The Power of the Prompt

A Design Diary — on writing a question that does three jobs at once.
A while back, my friend Deanna got me thinking about exposition — about how a storytelling-game prompt can hand the players a whole world without ever sounding like a lecture. I’d been treating exposition, character, and plot as three separate jobs: three things a good prompt had to take turns doing. Her way of looking at it knocked that idea loose for me. What if one question could do all three at once? That single shift reorganized the way I write prompts, and it’s the thing I most want to pass along here.
I’ve come to call it the tri-fold prompt. Nearly every prompt in a collaborative story game is reaching for one of three things: it tells us something about the world, it tells us something about who a character is, or it sets something in motion. The flat prompts manage just one. The ones I’m proudest of do all three in a single breath.
Here’s the trick I kept circling back to: a prompt does its real work in what it takes for granted, not in what it asks.
Ask a player “what is your character like?” and watch them freeze on the blank page. But ask:
“What did you promise the people we left behind that you already knew you couldn’t keep?”
— and a whole world arrives with the answer. There are people back home. There was a leaving. And this person made a promise in bad faith. You only asked for one thing — the broken promise — but to answer it at all, the player has to accept everything else that came riding in with the question. One small ask; three jobs done.
If you want to test a prompt of your own, here’s a little habit I’ll share. After I write one, I jot three lines beneath it and try to fill each from what answering would make true: What does it establish about the world? What does it pin down about the person? What does it set in motion? If a line comes up empty, the prompt has a hole — and the fix is almost never to pile on another question. It’s to deepen what the prompt already assumes, until the missing piece falls out of the answer on its own.
I lean on this constantly in my own designs. In The Launch, a game about a crew leaving a dying world, one card asks:
“A seat aboard cost more than most could pay. What did you give up — and who decided you’d be the one to pay it?”
The world (seats are scarce and dearly bought), the person (what they sacrificed, and whether the choice was even theirs), and the tension (a debt that may yet come due) all arrive together. And in In Confidence, a game of whispers in a grand hotel where one of your own circle is rumored to hold a poison pen, a card turns to the accused:
“A secret only you were trusted with is suddenly on every tongue. Tell us how it got loose — and let us wonder whether you’re telling the truth.”
Same three jobs — a leaked secret, a character put on the spot, a suspicion tightening — folded into one question.
One hard-won caution, because this is the kind of power that’s easy to overuse. Since the magic lives in what you assume, you can quietly assume too much. The line I try to hold is this: presume the situation a character is in, never the verdict on who they are. “What did you do in the war that you’ve never told anyone?” lets a player make their past shameful or noble — they still hold the pen. “What war crime are you hiding?” takes the pen out of their hand.

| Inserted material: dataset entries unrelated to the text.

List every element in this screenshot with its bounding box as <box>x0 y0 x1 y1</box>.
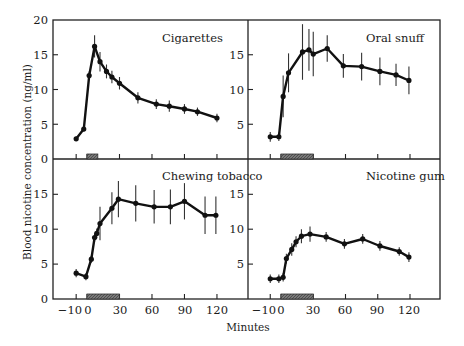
x-axis-left: −10 0 30 60 90 120 <box>58 303 228 317</box>
data-point <box>268 134 273 139</box>
xtick-label: 120 <box>398 303 420 317</box>
exposure-period-bar <box>281 154 313 159</box>
data-point <box>406 78 411 83</box>
xtick-label: 60 <box>145 303 160 317</box>
data-point <box>117 81 122 86</box>
xtick-label: 90 <box>178 303 193 317</box>
y-axis-bottom-right: 15 10 5 <box>229 187 244 271</box>
data-point <box>89 257 94 262</box>
ytick-label: 15 <box>229 187 244 201</box>
data-point <box>281 275 286 280</box>
data-point <box>109 206 114 211</box>
xtick-label: 0 <box>277 303 284 317</box>
ytick-label: 5 <box>237 257 244 271</box>
ytick-label: 10 <box>229 83 244 97</box>
data-point <box>324 234 329 239</box>
data-point <box>87 73 92 78</box>
y-axis-top-left: 20 15 10 5 0 <box>33 13 48 166</box>
ytick-label: 5 <box>237 118 244 132</box>
data-point <box>360 236 365 241</box>
data-point <box>289 247 294 252</box>
xtick-label: 90 <box>370 303 385 317</box>
data-point <box>182 199 187 204</box>
series-line-oral-snuff <box>270 49 409 137</box>
xtick-label: −10 <box>252 303 276 317</box>
data-point <box>377 243 382 248</box>
ytick-label: 15 <box>229 48 244 62</box>
data-point <box>341 63 346 68</box>
series-line-nicotine-gum <box>270 234 409 279</box>
y-axis-top-right: 15 10 5 <box>229 48 244 132</box>
xtick-label: 60 <box>338 303 353 317</box>
ytick-label: 10 <box>229 222 244 236</box>
data-point <box>74 271 79 276</box>
data-point <box>307 231 312 236</box>
data-point <box>293 239 298 244</box>
y-axis-bottom-left: 15 10 5 0 <box>33 187 48 306</box>
data-point <box>311 51 316 56</box>
data-point <box>306 47 311 52</box>
data-point <box>97 59 102 64</box>
ytick-label: 5 <box>41 257 48 271</box>
data-point <box>202 213 207 218</box>
exposure-period-bar <box>87 154 98 159</box>
data-point <box>325 46 330 51</box>
data-point <box>214 115 219 120</box>
data-point <box>74 136 79 141</box>
panel-title-chewing-tobacco: Chewing tobacco <box>162 169 263 183</box>
nicotine-figure: 20 15 10 5 0 15 10 5 0 15 10 5 15 10 5 −… <box>0 0 464 346</box>
data-point <box>168 204 173 209</box>
data-point <box>393 72 398 77</box>
data-point <box>300 49 305 54</box>
ytick-label: 0 <box>41 152 48 166</box>
panel-title-nicotine-gum: Nicotine gum <box>366 169 445 183</box>
data-series <box>74 24 412 283</box>
series-line-cigarettes <box>76 46 217 138</box>
xtick-label: 30 <box>306 303 321 317</box>
x-axis-label: Minutes <box>226 321 269 333</box>
data-point <box>284 256 289 261</box>
exposure-period-bar <box>87 294 119 299</box>
data-point <box>213 213 218 218</box>
data-point <box>94 231 99 236</box>
data-point <box>276 134 281 139</box>
data-point <box>281 94 286 99</box>
data-point <box>359 64 364 69</box>
panel-title-cigarettes: Cigarettes <box>162 31 223 45</box>
data-point <box>299 234 304 239</box>
ytick-label: 10 <box>33 222 48 236</box>
ytick-label: 10 <box>33 83 48 97</box>
xtick-label: 30 <box>113 303 128 317</box>
data-point <box>116 197 121 202</box>
data-point <box>377 69 382 74</box>
data-point <box>397 249 402 254</box>
data-point <box>182 106 187 111</box>
ytick-label: 0 <box>41 292 48 306</box>
xtick-label: −10 <box>58 303 82 317</box>
data-point <box>342 241 347 246</box>
ytick-label: 15 <box>33 48 48 62</box>
ytick-label: 5 <box>41 118 48 132</box>
data-point <box>83 274 88 279</box>
x-axis-right: −10 0 30 60 90 120 <box>252 303 420 317</box>
exposure-period-bar <box>281 294 313 299</box>
panel-title-oral-snuff: Oral snuff <box>366 31 425 45</box>
ytick-label: 20 <box>33 13 48 27</box>
data-point <box>152 204 157 209</box>
y-axis-label: Blood nicotine concentration (ng/ml) <box>21 64 33 260</box>
data-point <box>81 127 86 132</box>
xtick-label: 120 <box>206 303 228 317</box>
data-point <box>109 74 114 79</box>
ytick-label: 15 <box>33 187 48 201</box>
xtick-label: 0 <box>84 303 91 317</box>
data-point <box>167 104 172 109</box>
data-point <box>104 69 109 74</box>
data-point <box>97 221 102 226</box>
data-point <box>406 255 411 260</box>
data-point <box>135 95 140 100</box>
data-point <box>133 201 138 206</box>
data-point <box>286 70 291 75</box>
data-point <box>268 276 273 281</box>
data-point <box>195 109 200 114</box>
data-point <box>154 101 159 106</box>
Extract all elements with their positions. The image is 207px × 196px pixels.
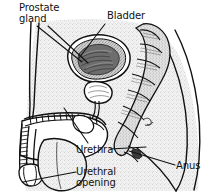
label-urethra: Urethra bbox=[76, 144, 113, 155]
anatomy-figure: Prostate gland Bladder Urethra Urethral … bbox=[0, 0, 207, 196]
prostate-gland bbox=[84, 82, 112, 104]
label-urethral-opening: Urethral opening bbox=[76, 166, 116, 188]
label-anus: Anus bbox=[176, 160, 200, 171]
label-prostate-gland: Prostate gland bbox=[19, 2, 59, 24]
label-bladder: Bladder bbox=[107, 10, 145, 21]
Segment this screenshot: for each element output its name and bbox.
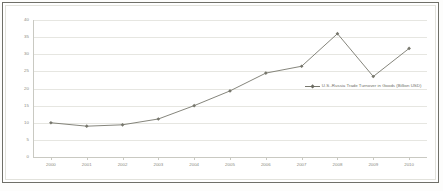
series-layer: [0, 0, 443, 191]
data-point-marker: [192, 104, 196, 108]
series-line: [51, 34, 409, 126]
chart-legend: U.S.-Russia Trade Turnover in Goods (Bil…: [305, 84, 422, 89]
data-point-marker: [121, 123, 125, 127]
data-point-marker: [228, 89, 232, 93]
legend-entry-label: U.S.-Russia Trade Turnover in Goods (Bil…: [322, 84, 422, 88]
data-point-marker: [49, 121, 53, 125]
data-point-marker: [85, 124, 89, 128]
chart-figure: 0510152025303540 20002001200220032004200…: [0, 0, 443, 191]
data-point-marker: [264, 71, 268, 75]
legend-line-marker-icon: [305, 84, 320, 89]
data-point-marker: [157, 117, 161, 121]
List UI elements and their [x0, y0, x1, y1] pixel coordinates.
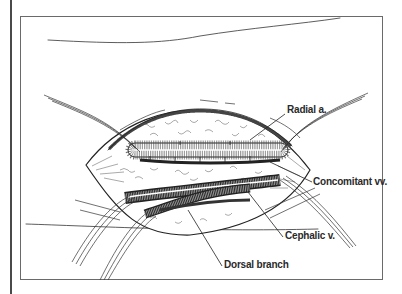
label-radial-artery: Radial a. — [287, 104, 326, 115]
label-concomitant-veins: Concomitant vv. — [313, 176, 387, 187]
forearm-upper-contour — [48, 18, 340, 43]
label-cephalic-vein: Cephalic v. — [285, 230, 335, 241]
label-dorsal-branch: Dorsal branch — [224, 259, 289, 270]
surgical-illustration — [0, 0, 402, 294]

Edgy is fine. Foreclosed is not. The best leading questions walk right up to that line and stop.
I owe this whole thread to Deanna, who started it, and to the designers whose games taught me the shape of a good prompt — Alex Roberts’ For the Queen most of all, along with A Quiet Year, Alice is Missing, and Dialect. (There’s even a small study out of a behavior-analysis lab suggesting that the richer and more thematic a prompt is, the longer players take to answer it — and the more they seem to enjoy it. That matches what I see at the table.)
So let me turn it over to you: what’s the best prompt you’ve ever been handed at a table — the one question that gave you a whole world to step into? I’d love to hear it.
The best stories are the ones we tell together.